Line speeds did not increase once the cobots went into operation, but line pacing smoothed out.
“Before we put the cobot on the lines, there was nothing on the line that really held the cycle time for the employee, who kind of worked at their own pace,” Bellingham says. “Now, the cobot is pacing the line and runs at our set cycle time.”
Once the cycle time standardized, Behrens found that a single riveter couldn’t keep up and added a second person to the line. With these basic adjustments completed, throughput increased by approximately 10% and scrap fell around 12% on each of the four lines.
Who Owns Maintenance?
When weighing whether to buy or lease a robot, or embrace the RaaS model, consideration of ongoing support may play into the decision.

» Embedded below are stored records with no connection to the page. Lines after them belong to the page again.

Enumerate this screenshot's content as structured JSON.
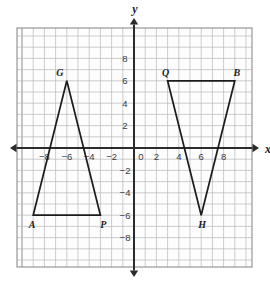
{
  "figure": {
    "title": "",
    "background_color": "#ffffff",
    "grid_color": "#b9b9bd",
    "axis_color": "#2b2b2b",
    "shape_color": "#1c1c1c"
  },
  "axes": {
    "x_label": "x",
    "y_label": "y",
    "origin_label": "0",
    "x_tick_labels": [
      "−8",
      "−6",
      "−4",
      "−2",
      "2",
      "4",
      "6",
      "8"
    ],
    "y_tick_labels": [
      "8",
      "6",
      "4",
      "2",
      "−2",
      "−4",
      "−6",
      "−8"
    ],
    "x_arrow_both_ends": true,
    "y_arrow_both_ends": true
  },
  "chart_data": {
    "type": "scatter",
    "title": "",
    "xlabel": "x",
    "ylabel": "y",
    "xlim": [
      -10.5,
      10.5
    ],
    "ylim": [
      -10.5,
      10.5
    ],
    "grid": true,
    "grid_step": 1,
    "tick_step": 2,
    "legend": "none",
    "x_ticks": [
      -8,
      -6,
      -4,
      -2,
      0,
      2,
      4,
      6,
      8
    ],
    "y_ticks": [
      -8,
      -6,
      -4,
      -2,
      0,
      2,
      4,
      6,
      8
    ],
    "annotations": [
      {
        "text": "G",
        "x": -6,
        "y": 6,
        "dx": -7,
        "dy": -5
      },
      {
        "text": "A",
        "x": -9,
        "y": -6,
        "dx": -1,
        "dy": 13
      },
      {
        "text": "P",
        "x": -3,
        "y": -6,
        "dx": 3,
        "dy": 13
      },
      {
        "text": "Q",
        "x": 3,
        "y": 6,
        "dx": -2,
        "dy": -5
      },
      {
        "text": "B",
        "x": 9,
        "y": 6,
        "dx": 2,
        "dy": -5
      },
      {
        "text": "H",
        "x": 6,
        "y": -6,
        "dx": 1,
        "dy": 13
      }
    ],
    "series": [
      {
        "name": "triangle-AGP",
        "type": "polygon",
        "closed": true,
        "vertices": [
          {
            "label": "A",
            "x": -9,
            "y": -6
          },
          {
            "label": "G",
            "x": -6,
            "y": 6
          },
          {
            "label": "P",
            "x": -3,
            "y": -6
          }
        ]
      },
      {
        "name": "triangle-QBH",
        "type": "polygon",
        "closed": true,
        "vertices": [
          {
            "label": "Q",
            "x": 3,
            "y": 6
          },
          {
            "label": "B",
            "x": 9,
            "y": 6
          },
          {
            "label": "H",
            "x": 6,
            "y": -6
          }
        ]
      }
    ]
  }
}
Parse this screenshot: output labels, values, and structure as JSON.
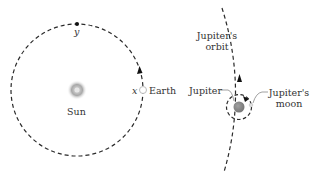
{
  "labels": {
    "sun": "Sun",
    "earth": "Earth",
    "point_x": "x",
    "point_y": "y",
    "jupiter_orbit_line1": "Jupiter's",
    "jupiter_orbit_line2": "orbit",
    "jupiter": "Jupiter",
    "jupiter_moon_line1": "Jupiter's",
    "jupiter_moon_line2": "moon"
  },
  "colors": {
    "orbit_line": "#2a2a2a",
    "sun_glow": "#9a9a9a",
    "jupiter_fill": "#8a8a8a",
    "text": "#333333"
  }
}
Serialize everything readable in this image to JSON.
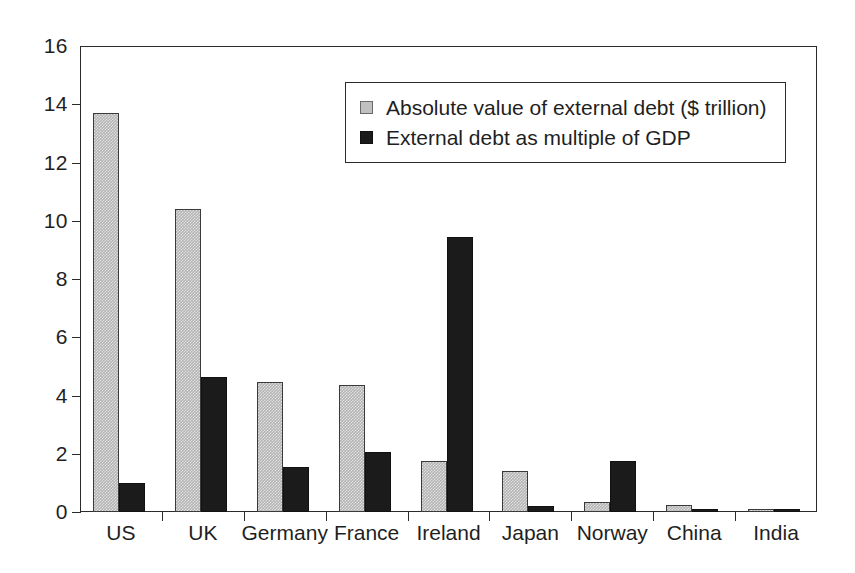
{
  "chart_data": {
    "type": "bar",
    "title": "",
    "subtitle": "",
    "xlabel": "",
    "ylabel": "",
    "grid": false,
    "legend_position": "top-center",
    "ylim": [
      0,
      16
    ],
    "yticks": [
      0,
      2,
      4,
      6,
      8,
      10,
      12,
      14,
      16
    ],
    "ytick_labels": [
      "0",
      "2",
      "4",
      "6",
      "8",
      "10",
      "12",
      "14",
      "16"
    ],
    "categories": [
      "US",
      "UK",
      "Germany",
      "France",
      "Ireland",
      "Japan",
      "Norway",
      "China",
      "India"
    ],
    "series": [
      {
        "name": "Absolute value of external debt ($ trillion)",
        "color": "#b4b4b4",
        "values": [
          13.7,
          10.4,
          4.45,
          4.35,
          1.75,
          1.4,
          0.35,
          0.25,
          0.12
        ]
      },
      {
        "name": "External debt as multiple of GDP",
        "color": "#1b1b1b",
        "values": [
          1.0,
          4.65,
          1.55,
          2.05,
          9.45,
          0.2,
          1.75,
          0.06,
          0.06
        ]
      }
    ],
    "annotations": []
  },
  "legend": {
    "entries": [
      {
        "label": "Absolute value of external debt ($ trillion)",
        "swatch": "light-gray-square"
      },
      {
        "label": "External debt as multiple of GDP",
        "swatch": "black-square"
      }
    ]
  },
  "colors": {
    "series_1_fill": "#b4b4b4",
    "series_2_fill": "#1b1b1b",
    "axis": "#2b2b2b",
    "background": "#ffffff",
    "text": "#1f1f1f"
  }
}
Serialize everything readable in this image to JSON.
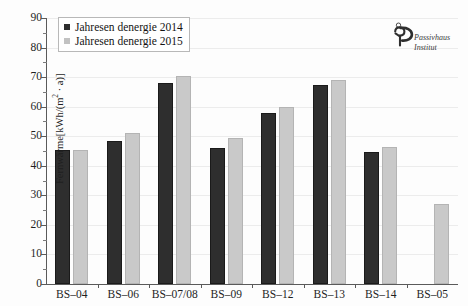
{
  "figure": {
    "title": "",
    "logo": {
      "name": "passivhaus-institut-logo",
      "line1": "Passivhaus",
      "line2": "Institut"
    }
  },
  "chart_data": {
    "type": "bar",
    "title": "",
    "xlabel": "",
    "ylabel": "Fernwärme[kWh/(m² · a)]",
    "ylabel_main": "Fernwärme[kWh/(m",
    "ylabel_sup": "2",
    "ylabel_tail": " · a)]",
    "ylim": [
      0,
      90
    ],
    "ytick_step": 10,
    "yticks": [
      0,
      10,
      20,
      30,
      40,
      50,
      60,
      70,
      80,
      90
    ],
    "ytick_labels": [
      "0",
      "10",
      "20",
      "30",
      "40",
      "50",
      "60",
      "70",
      "80",
      "90"
    ],
    "grid": true,
    "legend_position": "upper-left",
    "categories": [
      "BS–04",
      "BS–06",
      "BS–07/08",
      "BS–09",
      "BS–12",
      "BS–13",
      "BS–14",
      "BS–05"
    ],
    "series": [
      {
        "name": "Jahresen denergie 2014",
        "color": "#2e2e2e",
        "values": [
          45.5,
          48.5,
          68.0,
          46.0,
          58.0,
          67.5,
          44.5,
          null
        ]
      },
      {
        "name": "Jahresen denergie 2015",
        "color": "#c9c9c9",
        "values": [
          45.5,
          51.0,
          70.5,
          49.5,
          60.0,
          69.0,
          46.5,
          27.0
        ]
      }
    ]
  }
}
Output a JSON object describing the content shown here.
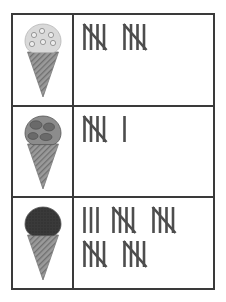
{
  "worksheet": {
    "title": "Ice Cream Tally Chart",
    "type": "tally-table",
    "colors": {
      "border": "#3a3a3a",
      "tally_stroke": "#4d4d4d",
      "cone": "#9a9a9a",
      "scoop_vanilla_chip": "#d9d9d9",
      "scoop_medium": "#8c8c8c",
      "scoop_dark": "#3a3a3a",
      "background": "#ffffff"
    },
    "rows": [
      {
        "id": "row-vanilla-chip",
        "icon_name": "ice-cream-cone-light-chip-icon",
        "icon_label": "Light ice cream cone with chips",
        "scoop_color": "#d9d9d9",
        "tally_total": 10,
        "tally_groups": [
          5,
          5
        ],
        "tally_lines": [
          [
            5,
            5
          ]
        ]
      },
      {
        "id": "row-medium",
        "icon_name": "ice-cream-cone-medium-icon",
        "icon_label": "Medium gray ice cream cone",
        "scoop_color": "#8c8c8c",
        "tally_total": 6,
        "tally_groups": [
          5,
          1
        ],
        "tally_lines": [
          [
            5,
            1
          ]
        ]
      },
      {
        "id": "row-dark",
        "icon_name": "ice-cream-cone-dark-icon",
        "icon_label": "Dark ice cream cone",
        "scoop_color": "#3a3a3a",
        "tally_total": 23,
        "tally_groups": [
          3,
          5,
          5,
          5,
          5
        ],
        "tally_lines": [
          [
            3,
            5,
            5
          ],
          [
            5,
            5
          ]
        ]
      }
    ]
  }
}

Owning the industrial robot requires Behrens to take responsibility for preventative and reactive maintenance. In November 2021, Behrens sent four operators to Fanuc headquarters in Chicago for one week of training, at a cost of several thousand dollars per operator, to learn how to program, troubleshoot, and maintain the robot. Six team members also went to Machine Concepts for training on the operation of the entire automation cell.
The robot has only crashed once, after which Fanuc dispatched a technician to make the repair. Behrens covers everything else in-house.

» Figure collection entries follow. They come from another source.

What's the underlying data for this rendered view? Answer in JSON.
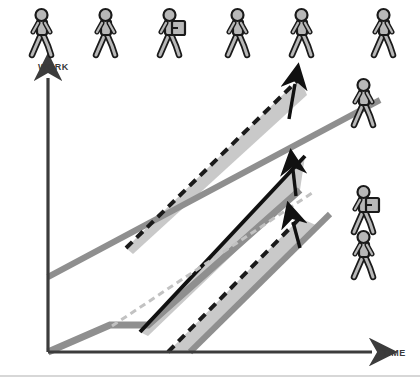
{
  "figure": {
    "background_color": "#ffffff",
    "width": 420,
    "height": 384
  },
  "axes": {
    "y_label": "WORK",
    "x_label": "TIME",
    "axis_color": "#3c3c3c",
    "origin": {
      "x": 48,
      "y": 352
    },
    "y_top": {
      "x": 48,
      "y": 78
    },
    "x_right": {
      "x": 372,
      "y": 352
    }
  },
  "colors": {
    "band_fill": "#c9c9c9",
    "gray_line": "#8f8f8f",
    "black_line": "#111111",
    "dashed_dark": "#1a1a1a",
    "dashed_light": "#c2c2c2",
    "person_fill": "#b8b8b8",
    "person_outline": "#1a1a1a",
    "footer_rule": "#b0b0b0"
  },
  "people_row": {
    "count": 6,
    "figures": [
      {
        "id": "walker-1",
        "x": 30,
        "y": 8,
        "has_bag": false
      },
      {
        "id": "walker-2",
        "x": 94,
        "y": 8,
        "has_bag": false
      },
      {
        "id": "walker-3",
        "x": 158,
        "y": 8,
        "has_bag": true
      },
      {
        "id": "walker-4",
        "x": 226,
        "y": 8,
        "has_bag": false
      },
      {
        "id": "walker-5",
        "x": 290,
        "y": 8,
        "has_bag": false
      },
      {
        "id": "walker-6",
        "x": 372,
        "y": 8,
        "has_bag": false
      }
    ]
  },
  "side_figures": [
    {
      "id": "side-walker-top",
      "x": 352,
      "y": 78,
      "has_bag": false
    },
    {
      "id": "side-walker-middle",
      "x": 352,
      "y": 185,
      "has_bag": true
    },
    {
      "id": "side-walker-bottom",
      "x": 352,
      "y": 230,
      "has_bag": false
    }
  ],
  "chart_data": {
    "type": "line",
    "xlabel": "TIME",
    "ylabel": "WORK",
    "grid": false,
    "legend": "none",
    "xlim": [
      48,
      380
    ],
    "ylim": [
      352,
      78
    ],
    "note": "Coordinates are in screen pixels; y decreases upward.",
    "series": [
      {
        "name": "upper-gray-trend",
        "style": "solid",
        "color": "#8f8f8f",
        "width": 6,
        "points": [
          [
            48,
            277
          ],
          [
            380,
            100
          ]
        ]
      },
      {
        "name": "upper-dashed-potential",
        "style": "dashed",
        "color": "#1a1a1a",
        "width": 4,
        "points": [
          [
            126,
            248
          ],
          [
            300,
            78
          ]
        ]
      },
      {
        "name": "upper-gap-band",
        "style": "filled-band",
        "color": "#c9c9c9",
        "points": [
          [
            126,
            248
          ],
          [
            300,
            78
          ],
          [
            307,
            95
          ],
          [
            133,
            254
          ]
        ]
      },
      {
        "name": "upper-gap-arrow",
        "style": "arrow",
        "color": "#111111",
        "points": [
          [
            289,
            119
          ],
          [
            295,
            84
          ]
        ]
      },
      {
        "name": "lower-gray-stepped-trend",
        "style": "solid",
        "color": "#8f8f8f",
        "width": 7,
        "points": [
          [
            48,
            352
          ],
          [
            110,
            325
          ],
          [
            148,
            325
          ],
          [
            300,
            190
          ]
        ]
      },
      {
        "name": "black-accelerated-trend",
        "style": "solid",
        "color": "#111111",
        "width": 4,
        "points": [
          [
            140,
            332
          ],
          [
            305,
            156
          ]
        ]
      },
      {
        "name": "light-dashed-baseline",
        "style": "dashed",
        "color": "#c2c2c2",
        "width": 3,
        "points": [
          [
            112,
            326
          ],
          [
            312,
            193
          ]
        ]
      },
      {
        "name": "middle-gap-band",
        "style": "filled-band",
        "color": "#c9c9c9",
        "points": [
          [
            140,
            332
          ],
          [
            305,
            156
          ],
          [
            300,
            190
          ],
          [
            148,
            336
          ]
        ]
      },
      {
        "name": "middle-gap-arrow",
        "style": "arrow",
        "color": "#111111",
        "points": [
          [
            296,
            196
          ],
          [
            293,
            170
          ]
        ]
      },
      {
        "name": "lower-gray-secondary-trend",
        "style": "solid",
        "color": "#8f8f8f",
        "width": 6,
        "points": [
          [
            190,
            352
          ],
          [
            330,
            214
          ]
        ]
      },
      {
        "name": "lower-dashed-potential",
        "style": "dashed",
        "color": "#1a1a1a",
        "width": 4,
        "points": [
          [
            168,
            352
          ],
          [
            300,
            218
          ]
        ]
      },
      {
        "name": "lower-gap-band",
        "style": "filled-band",
        "color": "#c9c9c9",
        "points": [
          [
            168,
            352
          ],
          [
            300,
            218
          ],
          [
            318,
            226
          ],
          [
            190,
            352
          ]
        ]
      },
      {
        "name": "lower-gap-arrow",
        "style": "arrow",
        "color": "#111111",
        "points": [
          [
            300,
            248
          ],
          [
            293,
            222
          ]
        ]
      }
    ]
  },
  "footer": {
    "rule_visible": true,
    "rule_y": 376
  }
}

Cobot maintenance and repair, on the other hand, lies entirely with Rapid Robotics. “We had issues with one of our cobot arms and Rapid overnighted us a new arm and had a technician here the same day it arrived,” Bellingham says. “They took one arm off and put the new one on at no additional cost to us.”

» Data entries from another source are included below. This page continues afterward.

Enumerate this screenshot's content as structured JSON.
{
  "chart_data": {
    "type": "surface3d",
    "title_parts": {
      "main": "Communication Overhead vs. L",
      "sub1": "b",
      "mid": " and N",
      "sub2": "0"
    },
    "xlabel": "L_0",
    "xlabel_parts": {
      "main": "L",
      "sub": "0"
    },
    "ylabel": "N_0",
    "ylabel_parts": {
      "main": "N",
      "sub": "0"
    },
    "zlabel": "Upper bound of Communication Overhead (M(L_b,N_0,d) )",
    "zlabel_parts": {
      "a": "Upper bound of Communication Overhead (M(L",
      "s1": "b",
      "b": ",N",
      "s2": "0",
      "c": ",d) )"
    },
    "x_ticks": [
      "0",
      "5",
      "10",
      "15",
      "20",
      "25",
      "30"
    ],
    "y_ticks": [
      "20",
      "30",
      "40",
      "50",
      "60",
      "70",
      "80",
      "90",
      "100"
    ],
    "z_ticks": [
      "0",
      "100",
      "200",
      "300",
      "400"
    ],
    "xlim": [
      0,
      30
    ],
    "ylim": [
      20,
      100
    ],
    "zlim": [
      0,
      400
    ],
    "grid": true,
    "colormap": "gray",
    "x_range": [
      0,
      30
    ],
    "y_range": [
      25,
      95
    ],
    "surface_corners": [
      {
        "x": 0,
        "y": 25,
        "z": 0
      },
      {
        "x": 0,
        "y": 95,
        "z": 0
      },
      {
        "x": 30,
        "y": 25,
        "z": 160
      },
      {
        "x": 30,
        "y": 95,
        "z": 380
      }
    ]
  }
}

Robots Inspire Continuous Improvement
Integrating two very different kinds of robots into two very different plant operations drove home the potential benefits and varied uses for robotics at Behrens, which fuels enthusiasm for the technology.
“With any new technology there’s a lot of hesitation. ‘We don’t have this knowledge here. Do we really want to take on this risk?’ Once you put a couple robots in and they are successful, now there’s no risk involved, or less risk involved,” Bellingham says. “Back up three years ago, here at Behrens when you said the word ‘robot,’ it was kind of a scary term. Now when we talk about robots, it’s a positive discussion.”
The cobots in particular drive continuous improvement projects, such as automated label application on a pail manufacturing line. Each metal pail has two seams, and the product label must be placed between them. The cobots have to locate the seams in order to pierce at the correct positions.
Behrens recognized it could further leverage that positional data by adding automated label applicators downstream. The positional data is fed from the cobots to the label applicators, that provide neat, clean, and consistent label placement.
Two of the cobots work on a line that may produce up to four different products. Behrens’ engineering team designed two “quick changeover blocks” that can slide on and off the line, designed to hold different products in similar locations to one another so as to minimize the need to reposition the cobot during changeovers.
“Bryce, our engineer, he has had a blast [doing projects like these]. He’s really embraced the technology. They’re like his cobots now,” Bellingham says.
Some operators still hesitate to embrace the technology out of fear that robots will replace humans on unskilled labor tasks.
“But anyone can run a cobot. It’s simple,” Bellingham says. “So, we’re working really hard to market that and tell our employees if they are interested in robots to get into them.”
The moral of the story: Don't let anyone try to convince you that a single robotics methodology can solve all your automation needs. Automation provides flexibility, so be flexible when planning your integrations.